SERIOUSLY. This is what the crap Hollywood still puts out?
View MoreThe best films of this genre always show a path and provide a takeaway for being a better person.
View MoreEach character in this movie — down to the smallest one — is an individual rather than a type, prone to spontaneous changes of mood and sometimes amusing outbursts of pettiness or ill humor.
View MoreIt really made me laugh, but for some moments I was tearing up because I could relate so much.
View More"Woman Chases Man" is a very pleasant little comedy starring Miriam Hopkins and Joel McCrea. It begins when Virginia (Hopkins) approaches B.J. Nolan (Charles Winninger) for a job as an architect. He is VERY impressed with her designs but cannot help her--his son, Kenneth (McCrea) controls the family fortune and won't let him have much at all since he's known for throwing away money. So, Virginia comes up with a screwy idea--that B.J. should hide and they'll pretend that he's in Chicago on some big business deal and she'll entertain Kenneth when he arrives with his friends. However, things don't go well at all at first, as the friends Virginia has hired to pretend to be servants are idiots. Why did she hire them? Because B.J. has squandered the money Kenneth allotted him. It sounds very complicated--but turns out to be a decent little romantic screwball comedy. While I am not a huge fan of Hopkins, in this sort of film she seemed to be in her element. Cute and worth seeing. My only two complaints are small: sometimes the actors talk too fast and I HATE the fainting woman cliché--and this film uses it several times.
View MoreI have mixed feelings about this film, and perhaps that can be explained mostly by somewhat of an aversion I have against Miriam Hopkins. Mostly I dislike her performances, although every once in a while she seems to be just right for a part. For example, "These Three", "The Children's' Hour", and some of her films with Bette Davis are the exceptions, when I enjoy her performances. In "Woman Chases Man", I think she did a decent job of playing a scheming woman who is out to bilk a man (Joel McCrea), but also protecting him (out of a growing love) from another woman is attempting to bilk him.Probably because of his preference later in his career to concentrate on Westerns, Joel McCrae is a much underrated actor, and demonstrated here...though this is hardly his best role (watch instead, for example, "Foreign Correspondent").Charles Winninger as the McCrae's father is quite good here, and it's a hoot seeing Broderick Crawford playing a slightly crooked butler.The story -- a former millionaire and his wealthy son have differences about how to spend the family fortune -- is funny, and occasionally a tad silly...but I guess that's what screwball comedies are supposed to be.

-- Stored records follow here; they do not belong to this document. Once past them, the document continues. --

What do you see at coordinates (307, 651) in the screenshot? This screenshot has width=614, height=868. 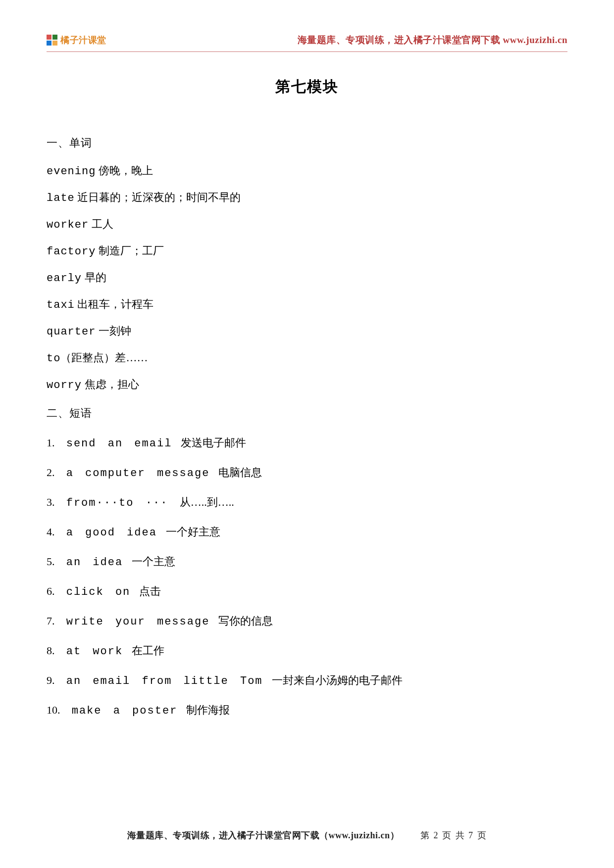 I see `phrase-item: 8. at work在工作` at bounding box center [307, 651].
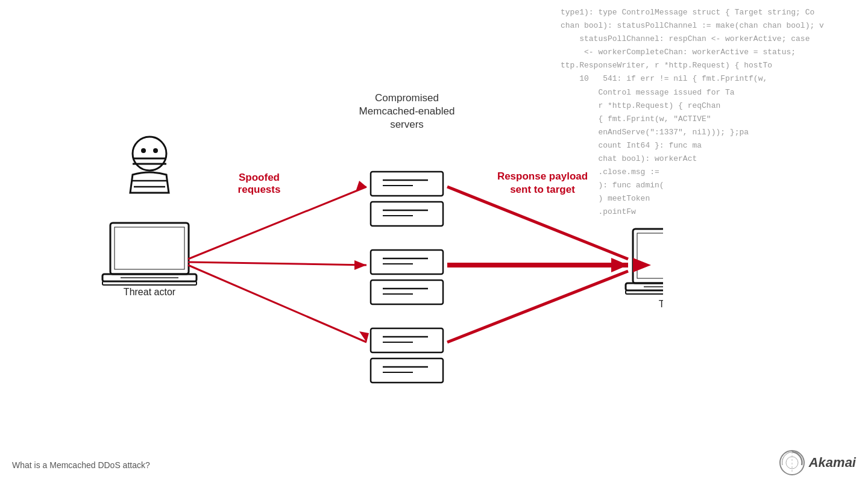 Image resolution: width=868 pixels, height=488 pixels. What do you see at coordinates (817, 463) in the screenshot?
I see `akamai-logo: Akamai` at bounding box center [817, 463].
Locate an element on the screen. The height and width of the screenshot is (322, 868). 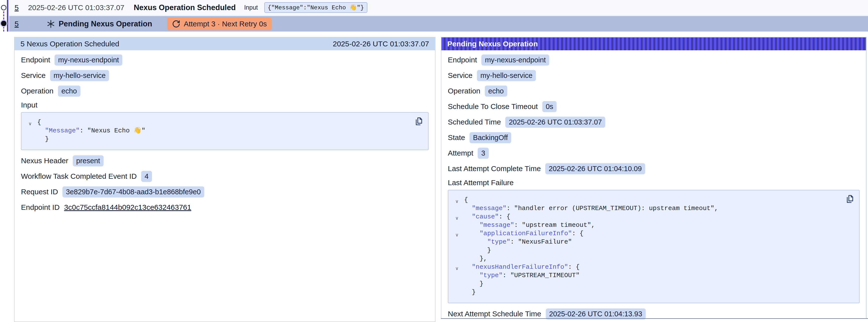
detail-field-row: Last Attempt Complete Time2025-02-26 UTC… is located at coordinates (654, 169).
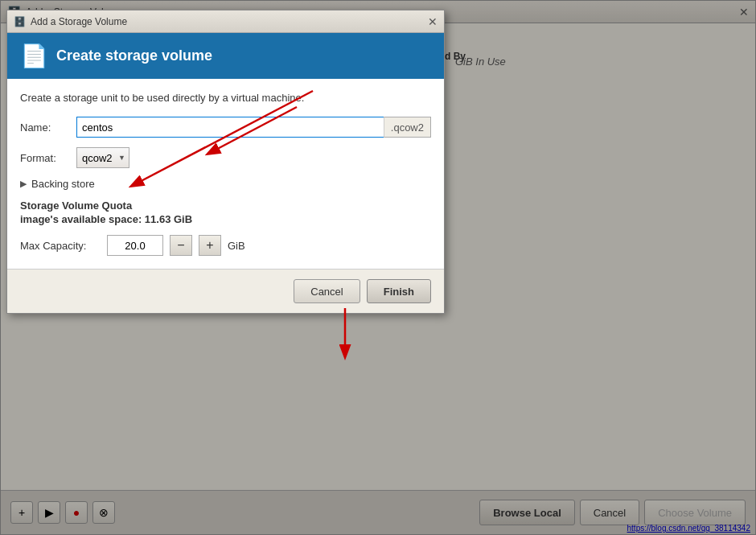  Describe the element at coordinates (225, 245) in the screenshot. I see `capacity-row: Max Capacity: − + GiB` at that location.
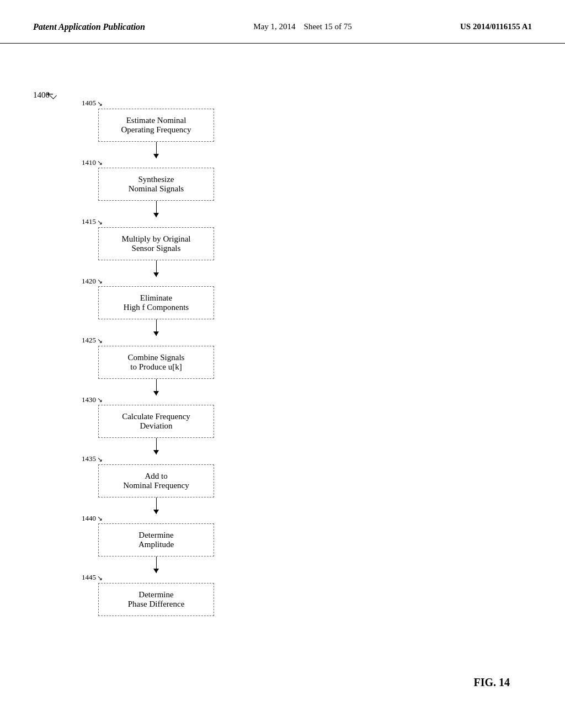  I want to click on step-label-1430: 1430, so click(92, 400).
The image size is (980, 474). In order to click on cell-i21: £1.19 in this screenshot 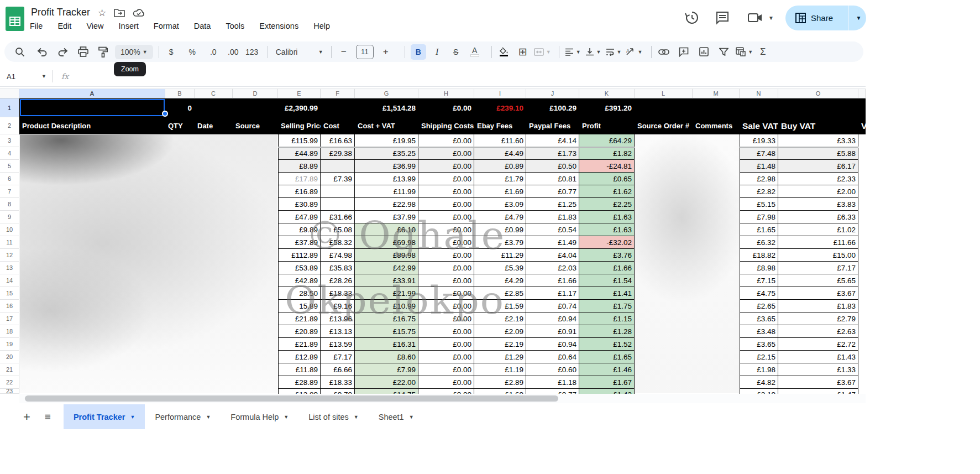, I will do `click(500, 369)`.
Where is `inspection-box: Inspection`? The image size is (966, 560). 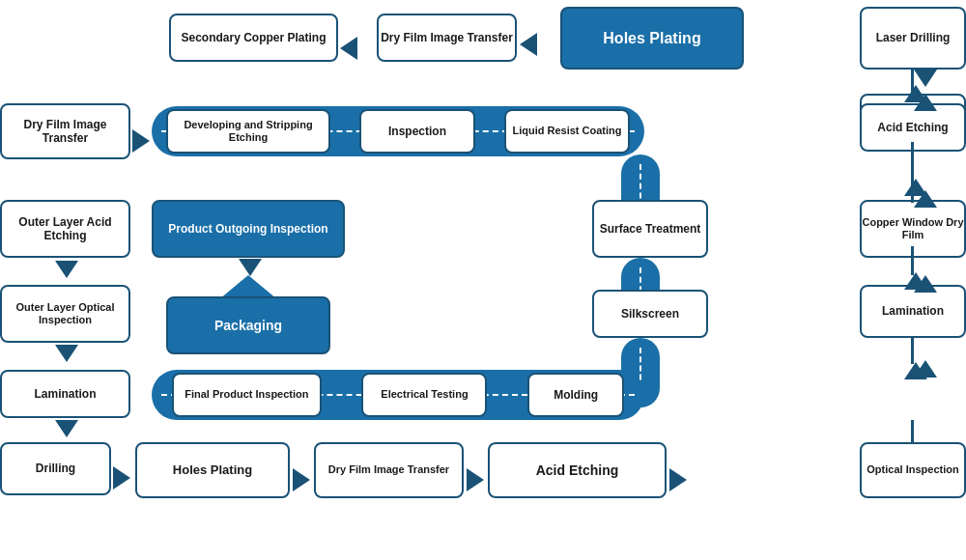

Some of the dialog is pretty clever, other times it devolves into being foolish, but overall it's a pretty good story.Recommended for a watch, but it probably won't end up on your DVD shelf.
View MoreWoman (Miriam Hopkins as Virginia) chases Man (Joel McCrea as Kenneth) for father (Charles Winninger as B.J.). Woman wants to get Man to invest some of deceased mother's money in father's business venture; but, father is notorious for losing money on hair-brained schemes. Little does anyone know, but real evil schemers are posing as Man's best friends in order to steal his fortune...The production looks engaging, but the story fails to engage. The players don't play drunk well. Notable as Broderick Crawford's first appearance - as gopher "Hunk"; other than running errands, Mr. Crawford gets pinned to the floor by Mr. McCrea. *** Woman Chases Man (4/28/37) John G. Blystone ~ Miriam Hopkins, Joel McCrea, Charles Winninger, Broderick Crawford
View MoreI'm not sure why this film doesn't work. It has everything I love about screwball comedies in it, and the wonderful Joel McCrea is gorgeous.Where does it go wrong? I'm not quite as knocked out by Preston Sturges as the rest of the world because I think he's too prone to pointlessly noisy madcap chase scenes, and more often that not his endings suck a lot, but Preston Sturges' screwballs really work (apart from the chases and the endings) and this film doesn't. The difference, then, must be script. Sturges' scripts are superb, glittering things, that you just want to eat with a spoon, and Woman Chases Man is a fairly charming film with a lifeless script.